Travelling | Short Story

In Hong Kong there exists such a thing as a ‘coffin apartment’. Relative poverty and a live-to-work ethos have resulted in people existing in 18ft-squared apartments with plywood walls and shared bathroom facilities. One imagines flickering strip lighting, warped walls, and the sound of muffled sobs during the long nights.

Frank’s bedsit is nowhere near this bad, but neither is it much better. The square footage is bigger but there is, Frank imagines, the same sense of claustrophobia, the same feeling of a life built on foundations too flimsy.

Frank puts down his briefcase and his samples and empties his carrier bag onto the formica sideboard. A sweaty ready meal, a dog-eared Metro, and a £4.99 bottle of white wine.

He feels around for his mobile phone and places it on the worktop. No messages, no voicemails, no missed calls. The screen stares blankly back at him, as does the microwave clock and the light on the television. All on standby.

Mobile phone on a worktop

Frank is dog-tired, his suit wrinkled from hours spent in his car, his clutch foot aching. Frank knows that he should call, that the kids’ bedtimes are fast approaching and that Christine won’t answer the phone to him after eight o clock. He knows he should call.

Something stops him, though. It is the same thing that makes him pause every night. Frank looks forward to the calls, he really does, but he can’t help but feel that within those conversations – in Jack’s recounting of spelling test glory and in Penny’s eaten-all-up dinner – there is a fading, a distancing. Frank can’t help but feel that each call reinforces his not being there, that each conversation is imperceptibly more forced, more stilted.

It has grown gloomy in the kitchenette as evening draws in, but Frank’s tired eyes are tugged by crows’ feet and his mouth curves suddenly as the phone buzzes to life and the walls of the apartment melt away.

*Thanks for reading, folks. Image courtesy of pxhere. My recent short stories include ‘The Young Man from Number Twenty-Seven‘ and ‘Sense of Community‘.


Matthew Richardson is a writer of short stories. His work has featured in Gold Dust magazine, Literally Stories, Close to the Bone, McStorytellers, Penny Shorts, Soft Cartel, Whatever Keeps the Lights On, Flashback Fiction, Cafelit, Best MicroFiction 2021, Writer’s Egg, Idle Ink, The Wild Word, and Shooter magazine. He is a doctoral student at the University of Dundee, a lucky husband, and a proud father. He blogs at www.matthewjrichardson.com.

Sense of Community | Short Story

These flats were quite the thing when they were first built – waiting lists as long as your arm, polite enquiries with people whose cousins’ brothers worked at the council and might be able to put a word in. These flats were the place to be back ten – kids running up and down the hallways and in and out of each other’s houses. Everyone looking out for one another.

Of course, nothing stays the same for ever. People move on and people move out; at least, people moved out around Irene. The folks next door had a family, and once Tommy started working on the rigs, Sheila wanted something to show for looking after the kids herself. Out they went to Clarkston or Eaglesham or some other swanky place on the south side. Raymie and Mags left for the Costa del sol when his retirement money came through. There was talk of letters and twice-yearly visits, but apart from a postcard twice a year nothing came of it. Plenty had dies, of course. Irene had lost count of the funerals she had attended at the church down the road; she was on nodding terms with the minister despite not being a great believer herself, and knew what sandwiches to avoid at the funeral dos afterwards.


● Work request
Pictures don't belong in the copy; print all the records exactly.
—————
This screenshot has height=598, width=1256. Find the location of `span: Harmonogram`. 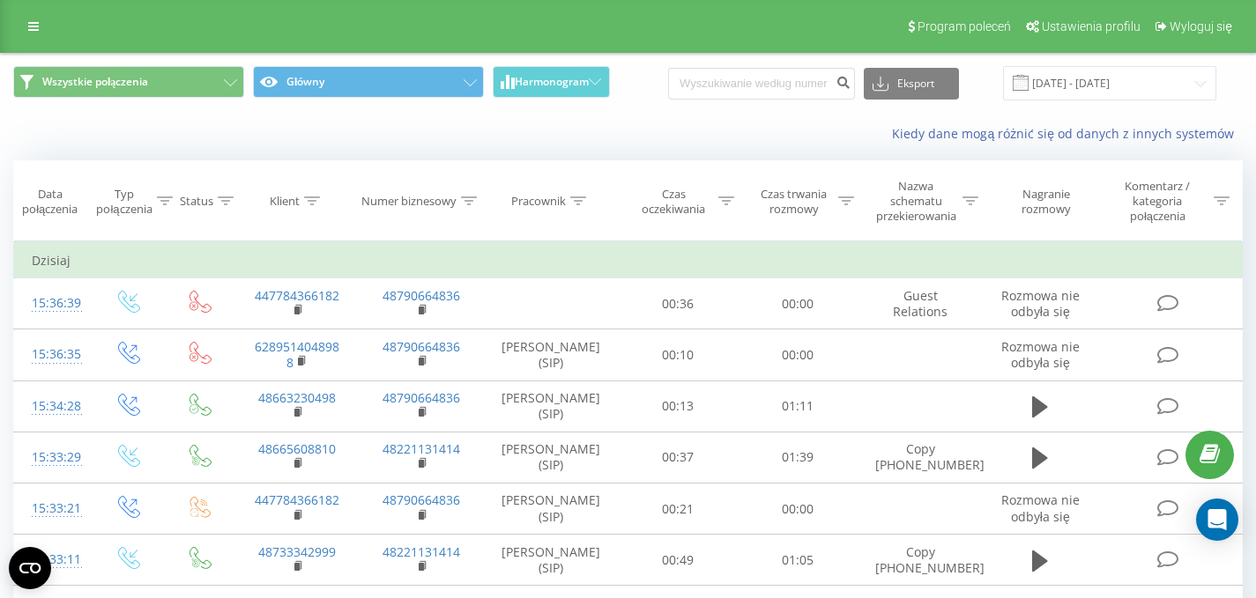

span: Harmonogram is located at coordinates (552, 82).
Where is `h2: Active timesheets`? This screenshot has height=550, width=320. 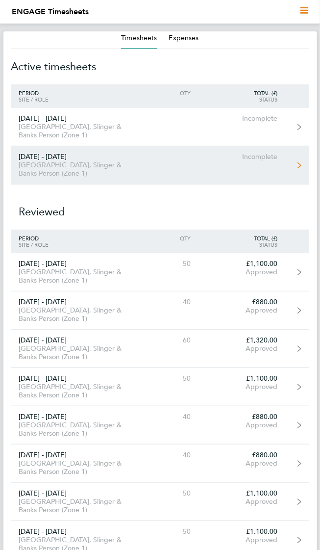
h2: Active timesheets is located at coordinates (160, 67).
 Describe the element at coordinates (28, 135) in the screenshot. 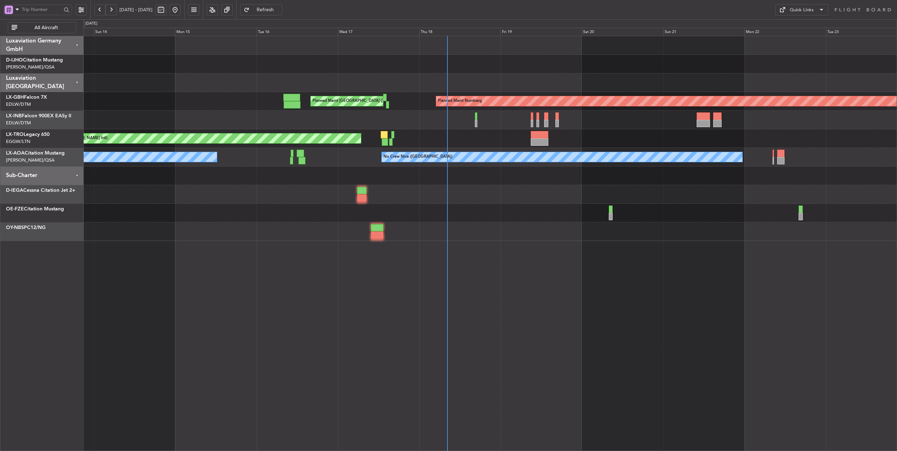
—————
● Output for this exercise
This screenshot has height=598, width=1256. Find the location of `span: Harmonogram`. 

span: Harmonogram is located at coordinates (552, 82).
Where is `h2: Active timesheets`? This screenshot has height=550, width=320. 
h2: Active timesheets is located at coordinates (160, 67).
 Describe the element at coordinates (28, 135) in the screenshot. 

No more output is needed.